2. Build ModSecurity 3

cd /tmp
git clone --depth=1 https://github.com/SpiderLabs/ModSecurity.git
cd ModSecurity
git submodule init && git submodule update

./build.sh
./configure
make -j$(nproc)
sudo make install

# Verify
ls /usr/local/modsecurity/lib/

3. Build the Nginx Connector Module

# Get your exact Nginx version
nginx -v  # e.g., nginx/1.24.0

cd /tmp
wget https://nginx.org/download/nginx-1.24.0.tar.gz
tar xzf nginx-1.24.0.tar.gz

git clone --depth=1 https://github.com/SpiderLabs/ModSecurity-nginx.git

cd /tmp/nginx-1.24.0
./configure --with-compat --add-dynamic-module=../ModSecurity-nginx
make modules
sudo cp objs/ngx_http_modsecurity_module.so /usr/lib/nginx/modules/

4. Enable Module in Nginx

Add to the top of /etc/nginx/nginx.conf (outside http block):

load_module modules/ngx_http_modsecurity_module.so;

5. Install OWASP Core Rule Set

sudo mkdir -p /etc/nginx/modsecurity/crs
cd /etc/nginx/modsecurity

# Download ModSecurity recommended config
sudo wget https://raw.githubusercontent.com/SpiderLabs/ModSecurity/v3/master/modsecurity.conf-recommended \
  -O modsecurity.conf

# Default is DetectionOnly — change to enforcement after tuning:
# sudo sed -i 's/SecRuleEngine DetectionOnly/SecRuleEngine On/' modsecurity.conf

# Download CRS
sudo git clone --depth=1 https://github.com/coreruleset/coreruleset.git crs

# Copy CRS config
sudo cp crs/crs-setup.conf.example crs/crs-setup.conf

Create the main WAF config that ties everything together:

sudo tee /etc/nginx/modsecurity/main.conf > /dev/null <<'EOF'
# ModSecurity config
Include /etc/nginx/modsecurity/modsecurity.conf

# Unicode mapping
SecUnicodeMapFile /etc/nginx/modsecurity/unicode.mapping 20127

# CRS setup
Include /etc/nginx/modsecurity/crs/crs-setup.conf

# CRS rules
Include /etc/nginx/modsecurity/crs/rules/*.conf

# Local exclusions (created in tuning step)
Include /etc/nginx/modsecurity/custom-exclusions.conf
EOF

# Create empty exclusions file
sudo touch /etc/nginx/modsecurity/custom-exclusions.conf

# Get unicode mapping file
sudo wget https://raw.githubusercontent.com/SpiderLabs/ModSecurity/v3/master/unicode.mapping \
  -O /etc/nginx/modsecurity/unicode.mapping

6. Configure Nginx Virtual Host

# /etc/nginx/sites-available/myapp
server {
    listen 443 ssl http2;
    server_name app.example.com;

    ssl_certificate     /etc/letsencrypt/live/app.example.com/fullchain.pem;
    ssl_certificate_key /etc/letsencrypt/live/app.example.com/privkey.pem;

    # Enable ModSecurity for this vhost
    modsecurity on;
    modsecurity_rules_file /etc/nginx/modsecurity/main.conf;

    # Audit log
    access_log  /var/log/nginx/app_access.log;
    error_log   /var/log/nginx/app_error.log warn;

    location / {
        proxy_pass         http://127.0.0.1:3000;
        proxy_set_header   Host $host;
        proxy_set_header   X-Real-IP $remote_addr;
    }
}
sudo nginx -t && sudo systemctl reload nginx

7. Verify ModSecurity is Active

# Test SQLi detection — should log a warning (not block yet in DetectionOnly mode)
curl -s "http://localhost/?id=1'+OR+'1'='1"

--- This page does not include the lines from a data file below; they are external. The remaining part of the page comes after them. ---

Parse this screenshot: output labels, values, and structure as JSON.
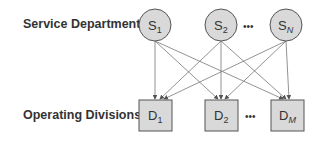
{
  "labels": {
    "service_row": "Service Departments:",
    "operating_row": "Operating Divisions:"
  },
  "service_nodes": [
    {
      "letter": "S",
      "sub": "1"
    },
    {
      "letter": "S",
      "sub": "2"
    },
    {
      "letter": "S",
      "sub": "N"
    }
  ],
  "division_nodes": [
    {
      "letter": "D",
      "sub": "1"
    },
    {
      "letter": "D",
      "sub": "2"
    },
    {
      "letter": "D",
      "sub": "M"
    }
  ],
  "ellipsis": "•••",
  "colors": {
    "node_fill": "#d9d9d9",
    "node_stroke": "#555555",
    "arrow": "#666666"
  }
}
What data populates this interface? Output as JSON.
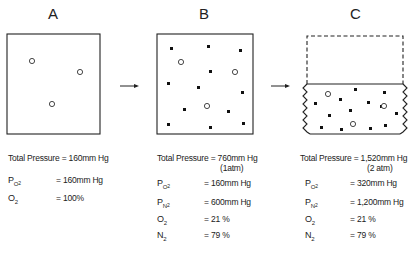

# Check audit log for the event
sudo tail -f /var/log/nginx/modsec_audit.log | grep "SQL"

8. Switch to Enforcement Mode

Before going to enforcement, run your application through its full test suite in DetectionOnly mode and collect false positives. Then enable enforcement:

sudo sed -i 's/SecRuleEngine DetectionOnly/SecRuleEngine On/' \
  /etc/nginx/modsecurity/modsecurity.conf

sudo systemctl reload nginx

Test that a real attack is now blocked:

# This should return HTTP 403
curl -s -o /dev/null -w "%{http_code}" \
  "http://localhost/?q=<script>alert(1)</script>"
# → 403

9. Tune False Positives

False positives are rules that block legitimate requests. Find them in the audit log:

# Parse blocked requests from audit log
sudo grep "id \"" /var/log/nginx/modsec_audit.log \
  | grep -oP 'id "\K[0-9]+' | sort | uniq -c | sort -rn | head -20

Disable a specific rule for a specific URI in custom-exclusions.conf:

# Disable rule 941100 (XSS) for the rich text editor endpoint
SecRuleUpdateTargetById 941100 "!ARGS:content"

# Disable a rule entirely for a specific path
SecRule REQUEST_URI "@beginsWith /api/admin/import" \
  "id:9000100, phase:1, pass, nolog, ctl:ruleRemoveById=949110"

# Allow a specific parameter that looks like SQLi (e.g., a report filter)
SecRuleUpdateTargetById 942100 "!ARGS:sql_filter"
sudo nginx -t && sudo systemctl reload nginx

10. Configure Anomaly Scoring (CRS v3+)

CRS uses an anomaly score threshold rather than blocking on individual rules. Each rule match adds to the score; when it exceeds the threshold, the request is blocked.

# In crs/crs-setup.conf
# Inbound anomaly threshold: 5 = strict, 10 = moderate, 20 = lenient
SecAction \
  "id:900110, \
   phase:1, \
   nolog, \
   pass, \
   t:none, \
   setvar:tx.inbound_anomaly_score_threshold=10, \
   setvar:tx.outbound_anomaly_score_threshold=4"

Lower the threshold gradually after testing. Start at 20 and work down to 5 over several weeks.


11. Block Bad User Agents

Add to custom-exclusions.conf (or a dedicated file):

# Block common scanners and exploit tools
SecRule REQUEST_HEADERS:User-Agent \
  "@pmFromFile /etc/nginx/modsecurity/bad-user-agents.txt" \
  "id:9000200, phase:1, deny, status:403, log, \
   msg:'Blocked scanner user agent'"
# bad-user-agents.txt (partial list)
sudo tee /etc/nginx/modsecurity/bad-user-agents.txt > /dev/null <<'EOF'
sqlmap
nikto
nessus
masscan
zgrab
python-requests/2
Go-http-client/1.1
libwww-perl
EOF

Log Format for SIEM Integration

# In nginx.conf log_format block
log_format modsec '$remote_addr - $remote_user [$time_local] '
                  '"$request" $status $body_bytes_sent '
                  '"$http_referer" "$http_user_agent" '
                  'modsec_status="$upstream_http_x_modsec_status"';

Forward /var/log/nginx/modsec_audit.log to Wazuh or Splunk using Filebeat with the nginx module.